Well, tell that to the 90% of ecommerce businesses that don’t make it past four months before going bust. If you want to achieve success in ecommerce, you are going to need to perform better than nine out of every ten business owners that attempt it. It certainly isn’t easy to turn your efforts into a success, so if you have the chance to make it in ecommerce, it is a good idea to look into why so many don’t get past the first bend in the road.
Half-hearted SEO strategy
SEO is one of the eternal necessities of launching any kind of website in the present day; if you want to be in the higher reaches of Google and any other search engine, you’ll need to have incorporated SEO into your pages. However – and perhaps you can blame this on the availability of plug-and-play CMS platforms – a lot of store owners don’t put much thought into the content they write or commission for their sites, nor how it is displayed.
It’s simple.
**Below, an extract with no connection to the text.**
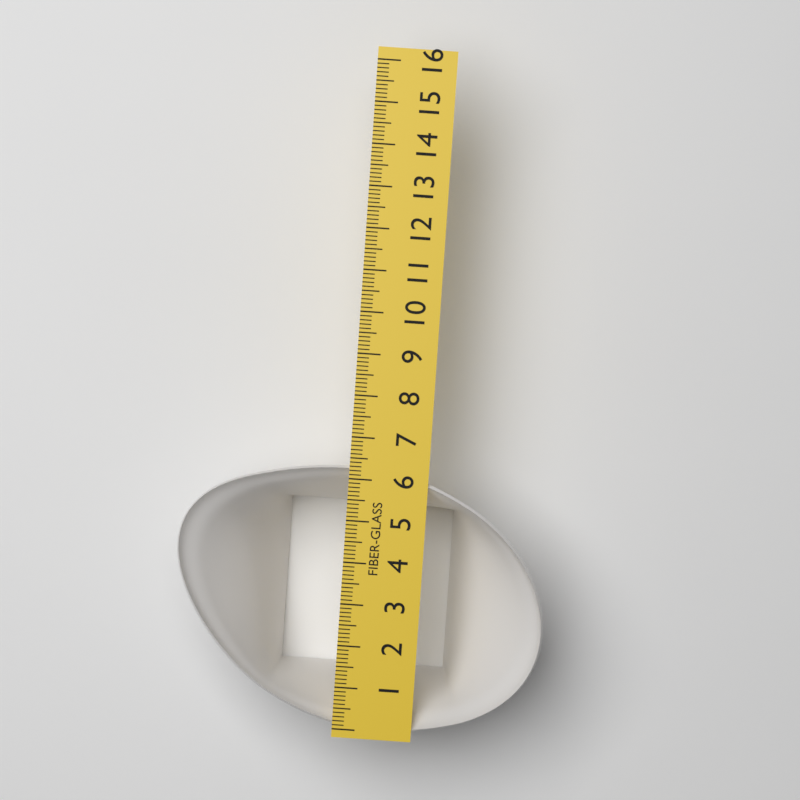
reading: 6.3 (no unit)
If you don’t understand SEO, learn. If you can’t learn, hire someone else to do it. It’s too important to just leave to chance, and if you’re not getting SEO right, your site simply won’t be seen.
Reputation management
There aren’t many businesses in the world that could weather a scandal over how they treat customers. We can all think of a few companies we consider to be bulletproof, but if we’re honest most of them are at least a century old. If you manage to pick up a poor reputation in your early days as an ecommerce business, it’s going to be all but impossible to turn that frown upside down. You simply won’t have the preceding reputation to fall back on, and first impressions count.
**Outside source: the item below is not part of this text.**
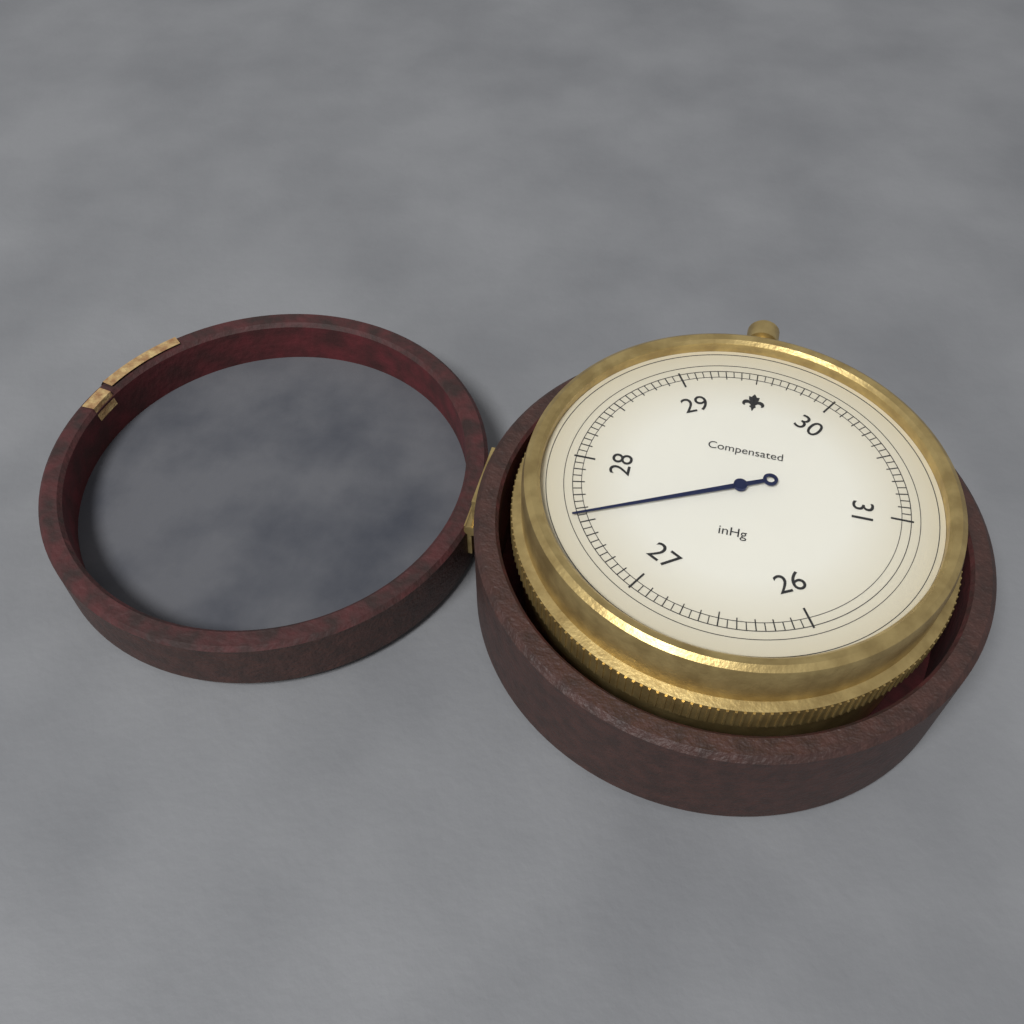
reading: 27.55 inHg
It’s normal for a business to come out of the gate with big promises, but you shouldn’t be promising anything you can’t be sure of delivering. It’s better to promise 48-hour delivery and manage it in 24 than the other way around. Also, even if you get things 95% right, it will be the 5% that sticks in people’s minds because you’re expected to get things right. If you then compound the mistakes you do make with slow customer service and unsatisfactory complaint handling, it’s a done deal – you don’t recover from that kind of reputational damage.
Overambition
It’s a shame to caution businesses against being ambitious – that ambition is an essential quality in any company that hopes to become successful! – but if you don’t keep expectations under control it can sink your business. You always need to be across the numbers, never making a decision that goes along the lines of “if this gamble comes off, we’re going to be fine”. Speculation is essential at some points, but you can’t be speculative with the future of your business.
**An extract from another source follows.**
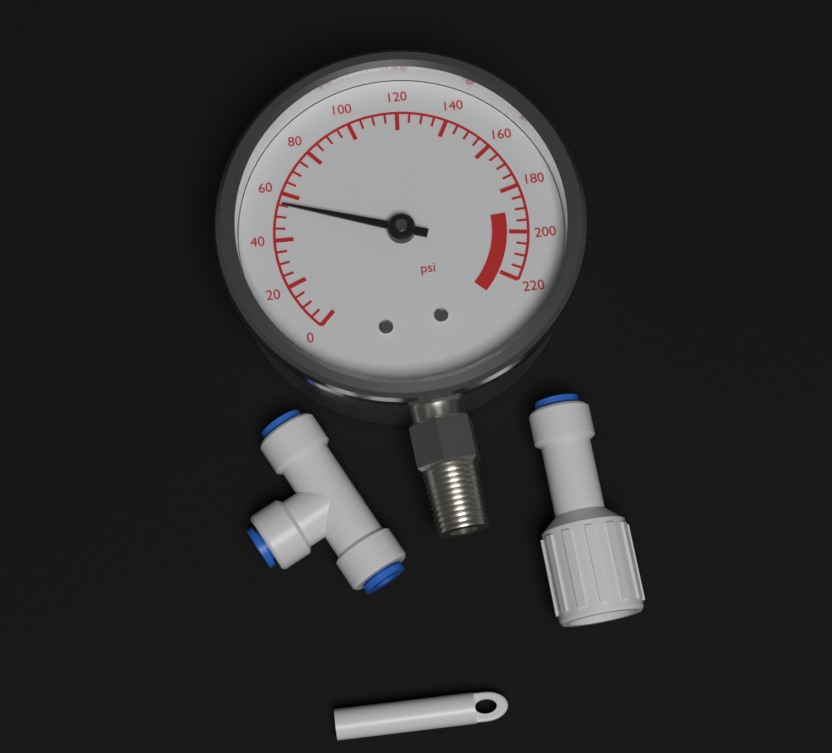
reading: 55 psi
This means you need to be running cost-benefit analyses, SWOT analyses, checking a Break Even Point formula any time you’re looking to grow the business. Your confidence needs to be backed by data. If your instinct to push the envelope is backed by positive economic indicators, then by all means go for it. While it’s not uncommon for business owners to look at big-name, gun-slinging CEOs for their inspiration, you need to remember that there are hundreds of ex-business owners out there coming to terms with the fact that they’d be billionaires right now if they’d made one decision differently.
In conclusion
If you want your ecommerce business to be successful in the long term, then you will need to focus on all of the details early on. If your company grows as big as you are aiming to make it, you won’t be able to focus on all of the details further down the road, so right now it is your job to make sure it gets there. That means promoting it effectively so that there are always going to be customers ready to shop with you. It means making sure you build a positive reputation. And perhaps more than anything, it means making decisions with your head rather than your heart. If the business does as well as you are planning, you’ll have plenty of chances later to make more ambitious decisions.